Growing Your Business by Building 'Network' Relationships
By Allan Pulga
Consider this scenario. A customer walks into your store.
You have two options:
1. Sell the customer a phone.
2. Sell the customer a phone and find out about him/her: the customer’s family, his/her job. Expand your business to sell phones to his family, his friends, and his co-workers.
As today’s cellular market nears saturation, you must find creative ways to do the latter: Grow your sales beyond the customer walking into your store. One way of doing that is by tapping into that customer’s social network.
Everybody has relationships. The customer who walked into your store likely has a significant other, or a spouse and kids who want wireless products too. This customer has a mother and a father, siblings, friends and co-workers that could become your customers.
But expanding your business into the customer’s network is easier said than done; it involves making an outstanding impression and carefully obtaining his/her personal information. Nobody would willingly divulge their personal and professional relationships without having good reason to do so. In order to obtain the associative information you want, you need a plan.
- Slyly get their information.
“Ever go into a restaurant and see that giant fish bowl begging for your business card to ‘Win a free lunch!’?” asks Al Lautenslager**, author of Guerilla Marketing in 30 Days and marketing coach at Entrepreneur.com. “If the restaurant is smart, they’ll take all the entrants, log them into a prospect database, and continue to market to them over and over.
“The real activity here is getting prospects that are interested in further conversation with you that’ll lead to purchases,” he adds.
- Offer them an incentive to share the information you need.
In sales, personal information is privileged. You need to give the customer something in exchange for that information. Customers can tell if you’re trying to get something out of them, so taking the right approach is important.
For example, when closing the sale at the till, instead of plainly asking, “What is your place of work?” lead into the question by showing the customer what he/she stands to gain: “We are having a promotion where we can offer you a 10 percent discount on this phone upgrade if you refer one of your co-workers to buy a phone upgrade from us.” Now you have the customer’s attention. Then ask, “May I ask you your place of work?”
- Actively pursue referrals.
“The biggest favor a customer can do for you (besides buy from you) is refer another paying customer to you,” says Lautenslager.
He encourages salespeople to take the initiative to ask for referrals, especially at the peak of a customer’s enthusiasm for the sale.
“You can’t ask a customer to think about everyone in the world that they might know. Ask them to narrow their universe when asking for referrals,” he says. For example, ask “Which of the people you play softball with would be interested in the same deal you’re getting?” And as with information, reward and provide incentives for referrals.
“My wife was ecstatic the other day when she received two tickets to the movies from her dentist for referring one of our neighbors to him,” notes Lautenslager. “Her immediate reaction was, ‘Who else can I refer to get more movie tickets?’ Rewarded behavior gets repeated.”
- Family plans sell.
Two in five (41 percent) U.S. adult mobile phone users currently have a family plan, and 97 per cent of these consumers say they never had a family member leave their plan, according to a recent survey by Harris Interactive research firm.
Harris Interactive predicts even more cellular subscribers will sign up for family plans, as 33 per cent of those not currently on a family plan say they will consider one when their contract expires.
“Wireless consumers clearly love family plans because they deliver great value,” says Joe Porus, vice-president and chief architect of Technology Research Practice at Harris Interactive.
- Be equipped with a method and mechanisms to quickly collect the information you need.
Nothing will discourage customers from divulging personal information than a long and tedious process. Make sure that your salespeople are trained to obtain the information politely and efficiently, using a step-by-step CRM system that is prompted at the point of sale.
The quicker you can enter a customer’s information into the system, the more convenient the process feels to him/her. And the easier it is for your salespeople to ask the right questions to find out what connections can be made – connections that lead to more sales and higher profits.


- Problem statement:
If a line in the entries below includes the string "icon", copy it out.

- Data to process:
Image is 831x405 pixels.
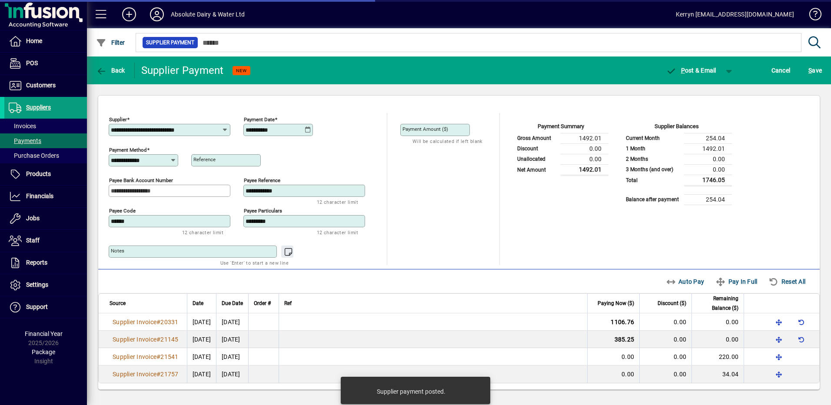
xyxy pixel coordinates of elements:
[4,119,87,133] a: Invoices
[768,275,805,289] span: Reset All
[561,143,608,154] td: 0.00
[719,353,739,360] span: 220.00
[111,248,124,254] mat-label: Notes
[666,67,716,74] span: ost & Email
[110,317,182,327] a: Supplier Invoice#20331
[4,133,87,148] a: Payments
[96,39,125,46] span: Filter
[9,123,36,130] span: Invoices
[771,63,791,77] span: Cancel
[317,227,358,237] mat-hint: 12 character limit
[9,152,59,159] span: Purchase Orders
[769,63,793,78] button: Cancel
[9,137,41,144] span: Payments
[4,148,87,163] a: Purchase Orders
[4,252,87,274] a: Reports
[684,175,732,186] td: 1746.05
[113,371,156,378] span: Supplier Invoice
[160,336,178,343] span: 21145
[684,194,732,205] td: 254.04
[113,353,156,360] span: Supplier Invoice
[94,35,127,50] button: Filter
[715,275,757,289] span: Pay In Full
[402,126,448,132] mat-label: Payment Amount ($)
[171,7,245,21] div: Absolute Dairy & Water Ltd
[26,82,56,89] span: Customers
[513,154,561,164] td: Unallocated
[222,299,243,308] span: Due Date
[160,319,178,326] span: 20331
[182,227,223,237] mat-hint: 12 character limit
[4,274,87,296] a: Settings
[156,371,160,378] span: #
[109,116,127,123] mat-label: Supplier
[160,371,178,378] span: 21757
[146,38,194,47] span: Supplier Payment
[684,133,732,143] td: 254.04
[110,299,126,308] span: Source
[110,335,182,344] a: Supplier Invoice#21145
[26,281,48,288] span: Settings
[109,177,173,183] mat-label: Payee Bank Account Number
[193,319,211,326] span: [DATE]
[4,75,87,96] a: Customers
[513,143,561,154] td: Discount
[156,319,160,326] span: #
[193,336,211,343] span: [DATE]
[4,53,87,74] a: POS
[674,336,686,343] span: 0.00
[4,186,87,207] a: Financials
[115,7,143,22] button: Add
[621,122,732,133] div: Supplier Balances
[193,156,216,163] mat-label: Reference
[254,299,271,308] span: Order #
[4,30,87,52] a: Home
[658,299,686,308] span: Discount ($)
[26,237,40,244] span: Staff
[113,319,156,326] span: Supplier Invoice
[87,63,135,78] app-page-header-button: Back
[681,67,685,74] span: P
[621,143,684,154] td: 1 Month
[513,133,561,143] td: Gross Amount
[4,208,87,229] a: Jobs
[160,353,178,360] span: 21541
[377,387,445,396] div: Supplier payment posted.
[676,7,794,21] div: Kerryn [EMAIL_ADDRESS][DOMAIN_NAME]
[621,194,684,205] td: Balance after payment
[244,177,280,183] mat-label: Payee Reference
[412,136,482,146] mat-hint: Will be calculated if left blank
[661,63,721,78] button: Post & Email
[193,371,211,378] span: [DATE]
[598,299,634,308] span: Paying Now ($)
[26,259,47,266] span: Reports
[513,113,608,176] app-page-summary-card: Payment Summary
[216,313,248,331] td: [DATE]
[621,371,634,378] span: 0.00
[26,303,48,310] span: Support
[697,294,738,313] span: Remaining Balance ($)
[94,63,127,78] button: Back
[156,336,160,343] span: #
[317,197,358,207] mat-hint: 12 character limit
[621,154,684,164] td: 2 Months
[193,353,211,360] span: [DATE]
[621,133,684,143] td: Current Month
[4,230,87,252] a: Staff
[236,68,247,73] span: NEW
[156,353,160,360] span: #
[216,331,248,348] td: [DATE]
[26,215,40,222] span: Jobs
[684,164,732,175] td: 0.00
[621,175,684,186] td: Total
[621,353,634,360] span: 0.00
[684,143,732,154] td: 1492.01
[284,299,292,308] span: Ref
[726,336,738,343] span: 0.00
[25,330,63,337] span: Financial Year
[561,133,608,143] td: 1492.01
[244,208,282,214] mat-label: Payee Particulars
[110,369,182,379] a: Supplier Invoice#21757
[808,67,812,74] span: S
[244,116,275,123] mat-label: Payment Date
---
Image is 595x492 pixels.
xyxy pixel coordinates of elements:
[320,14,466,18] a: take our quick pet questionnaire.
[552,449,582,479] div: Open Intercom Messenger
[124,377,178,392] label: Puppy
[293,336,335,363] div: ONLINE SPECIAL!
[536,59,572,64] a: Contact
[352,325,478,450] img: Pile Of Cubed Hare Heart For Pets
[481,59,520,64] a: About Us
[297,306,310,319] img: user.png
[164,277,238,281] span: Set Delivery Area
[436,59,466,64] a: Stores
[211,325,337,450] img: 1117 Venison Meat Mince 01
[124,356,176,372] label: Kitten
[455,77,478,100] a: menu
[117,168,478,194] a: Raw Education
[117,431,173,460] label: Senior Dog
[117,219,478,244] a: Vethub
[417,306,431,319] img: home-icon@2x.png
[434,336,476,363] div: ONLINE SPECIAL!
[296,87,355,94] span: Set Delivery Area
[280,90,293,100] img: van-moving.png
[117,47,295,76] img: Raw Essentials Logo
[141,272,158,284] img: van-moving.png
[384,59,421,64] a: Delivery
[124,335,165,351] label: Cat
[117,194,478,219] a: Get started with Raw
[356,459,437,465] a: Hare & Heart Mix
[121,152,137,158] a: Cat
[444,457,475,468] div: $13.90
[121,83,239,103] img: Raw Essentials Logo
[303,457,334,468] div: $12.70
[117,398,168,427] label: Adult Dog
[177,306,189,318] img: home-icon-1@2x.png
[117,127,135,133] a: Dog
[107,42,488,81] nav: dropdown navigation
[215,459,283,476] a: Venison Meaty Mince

- Exercise solution:
[417,306,431,319] img: home-icon@2x.png
[177,306,189,318] img: home-icon-1@2x.png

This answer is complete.